GALAHS

Sometime during Creation, God had a bad feather day and made pink and grey galahs, which he inserted into the Australian backcountry landscape by the millions.

A galah is a species of parrot. Parrots are a class of bird that have a viciously curved beak at one end and a two-toed forward and backwards arrangement at the other.

Additionally, they have a crested head that can be used to send signals by way of a feathered semaphore system. For example, two long raised crests and a short one mean something like, ‘How about going somewhere quiet where we can make some eggs together?’
Parrots and galahs belong in the order of things that are scientifically labelled Psitticines and hence the lovely derivative Psittacosis with a silent ‘P’ and a deleterious effect upon your general health if you manage to contract it. Are you feeling dull, lethargic, depressed and don’t have the flu? What about Psittacosis or Parrot Fever then? You can bet that your local doctor will never pick it.

Galahs have a fascination for me. I think that later on, if I am offered the choice, I want to come back as one. I like their carefree insolence towards conformity and the blitheness of spirit that characterises them. Mind you, I don’t want to be reincarnated and then incarcerated in a wire cage for 40 years. Every time I see a parrot so confined, I am tempted to open the door and offer the chance of freedom.

The best way to meet galahs is at dusk, alongside the overhead telephone or electricity wires. It’s one of the things that I think is a quintessentially Australian feature of rural towns, the masses of galahs on the wires at sunset and the accompanying cacophony such gatherings produce.Galahs are not easily told apart by sex. You need to look closely at their eyes, maybe even into their eyes, and you will pick the female by her eye colour. It’s darker than the male’s. If that’s not correct, then it’s the other way round.

I expect male galahs have got additional things that they look for. If you should get that close to a galah, it will also inspect you closely in return. They have a special way of looking at humans. They tilt their heads to one side and give you a quizzical appraisal as if to say, ‘What sort of a galah are you with no feathers?’ Be careful not to allow a galah the opportunity to inspect your fingers, as they are possessed of a very efficient beak that can do real damage.
Galahs have one redeeming social feature that could benefit our complex sociological scheme of affairs. Galahs are monogamous, that is, they mate for life. No extramarital affairs, no infidelity, no lies, no deceptions, the one partner until death does them part.

Have you ever seen anything sadder than the roadside vigil by the surviving mate of a galah killed in hit and drive-on incident? Sometimes, mercifully, they die together.

Sometimes the survivor dies in another small cloud of pink fluff when the next car passes. United till death, loyal to the last, the twin corpses always make me think of my first and last wife, faithfully waiting by the wayside of life for the next vehicle to end her misery.
In the wild state, galahs can live for over 20 years and in captivity, for more than 40. I wonder if the extra 20 years are really worth it, if spent in a wire cage hanging from the verandah post of some country pub. I suppose it could re-enforce the monogamy thing, being confined with a mate.

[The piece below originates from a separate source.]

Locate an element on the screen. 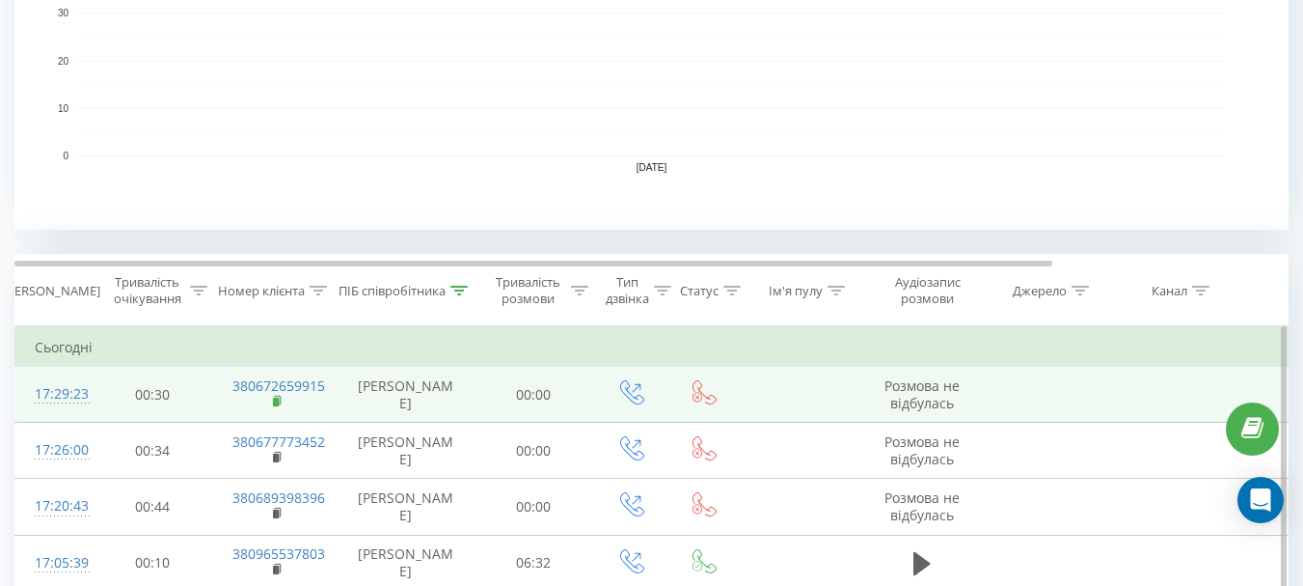 Image resolution: width=1303 pixels, height=586 pixels. div: Open Intercom Messenger is located at coordinates (1261, 500).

Although not the best performers in their sub-class, galahs can learn to talk, or at least do a fair mimic of the human voice. I once knew a galah that could say, ‘Yerasillyolebugger’ and ‘Bychristitsbloodyhot’. Generally speaking, their enunciation is lacking and their vocabulary limited. However, I understand that galahs raised in close proximity to public bars can say a range of other things that I’d rather not disclose here.

In the great outdoors, galahs make their own inimitable sounds. Although capable of making softer noises, the characteristic sound that they produce is a mechanical one of the most unmusical sort. It is a high-pitched screeching that must be one of nature’s worst vocal performances. It is like listening to the protests of some doubly- depreciated, obsolete, un-oiled and rust-inhibited item of farm machinery, as it is forced into unaccustomed activity. When they meet in flocks, this sound is all-prevailing.

Galahs must serve some useful purpose in the overall biological scheme of things but I am unaware of what this is. By nature, they are wilfully destructive and like to shred things with their beaks and talons. You cannot harvest them for feather dusters or other similar by-products. They lay their eggs up high in hollow branches, way beyond reach. To eat their meat would be resorting to desperate measures. I am told that their flesh is like old leather and needs to be slowly boiled over a low fire for several days before becoming chewable.

For me their value rests with the twilight performances on the high wires above the streets. Here, with great enthusiasm, they will perform all manner of unbirdlike gymnastics and gyrations amidst a general atmosphere of social exuberance. To watch them at this play makes me envious, as I would like to be that free and untamed.

Who knows? Perhaps in the next life.